I’m not so sure curiosity is the solution to the problem of communication and understanding DiPardo describes arising between Fannie and Morgan. It seems that DiPardo isn’t so certain of it, either. She recognizes that curiosity might have caused Morgan to “[pry] into hidden corners of Fannie’s past” (114), so she instead calls for “respectful” curiosity. DiPardo defines respectful curiosity as curiosity that is “attentive” to “whatever clues” a speaker might have to offer (114). Respectful curiosity is attentive, then, to what is being said and not said. And while DiPardo doesn’t make this distinction, I think it’s an important one: respectful curiosity is more akin to desire than action. If we are to consider respectful curiosity as an alternative to empathy, we have to define it is a desire to know a person, her history, and her worldview, but it is a desire that is not necessarily acted upon. If we are learn from another, that learning should be lead by her.

Could we take respectful curiosity as a model for learning from another? Could it be a model for engaging with resisting students?

Perhaps this blog post is over-much an argument over words–for some, the word “curiosity” will inspire hope, for others it might threaten. But I can’t help but be drawn to it as a model for teachers, because it reminds teachers the learning process is reciprocal, that we are ignorant of so much, especially of the lives of the students with whom we work.

I wonder, though: can I respect a student’s resistance to learn, or to learn a particular knowledge, or to learn in a particular way, without first understanding and judging the reasons behind that refusal? Should I?

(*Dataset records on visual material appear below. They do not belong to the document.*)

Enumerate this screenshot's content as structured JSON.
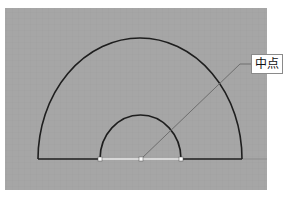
{
  "viewport": {
    "background": "#a6a6a6",
    "grid_color": "#9c9c9c",
    "left": 5,
    "top": 8,
    "right": 267,
    "bottom": 190
  },
  "shapes": {
    "outer_arc": {
      "cx": 140,
      "cy": 159,
      "rx": 102,
      "ry": 121,
      "color": "#1e1e1e"
    },
    "inner_arc": {
      "cx": 140.5,
      "cy": 159,
      "rx": 40.5,
      "ry": 44,
      "color": "#1e1e1e"
    },
    "baseline_left": {
      "x1": 38,
      "x2": 100,
      "y": 159
    },
    "baseline_right": {
      "x1": 181,
      "x2": 242,
      "y": 159
    },
    "highlighted_segment": {
      "x1": 100,
      "x2": 181,
      "y": 159,
      "color": "#e8e8e8"
    },
    "extension_line": {
      "x1": 242,
      "x2": 267,
      "y": 159,
      "color": "#8c8c8c"
    },
    "grips": [
      {
        "name": "left-endpoint",
        "x": 100,
        "y": 159
      },
      {
        "name": "midpoint",
        "x": 141,
        "y": 159
      },
      {
        "name": "right-endpoint",
        "x": 181,
        "y": 159
      }
    ],
    "leader": {
      "points": [
        [
          141,
          159
        ],
        [
          240,
          64
        ],
        [
          251,
          64
        ]
      ],
      "color": "#6e6e6e"
    }
  },
  "snap_tooltip": {
    "label": "中点"
  }
}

In one of her interviews with DiPardo, Fannie says:

“I mean like, sometimes if you get really educated, we don’t really want that. Because then, it like ruins your mind, and you use it, to like betray your people, too . . . That’s what’s happening a lot now.” (104)

Works Cited

Britzman, Deborah. Lost Subjects, Contested Objects: Toward a Psychoanalytic Inquiry of Learning. State University of New York Press, 1998.

hooks, bell. Teaching to Transgress: Education as the Practice of Freedom. New York: Routledge, 1995. Print.

DiPardo, Anne. “‘Whispers of Coming and Going’: Lessons from Fannie.” (1992). The St. Martin’s Sourcebook for Writing Tutors. 4th Edition. Eds. Christina Murphy and Steve Sherwood. Boston: St. Martin’s, 2011. Print.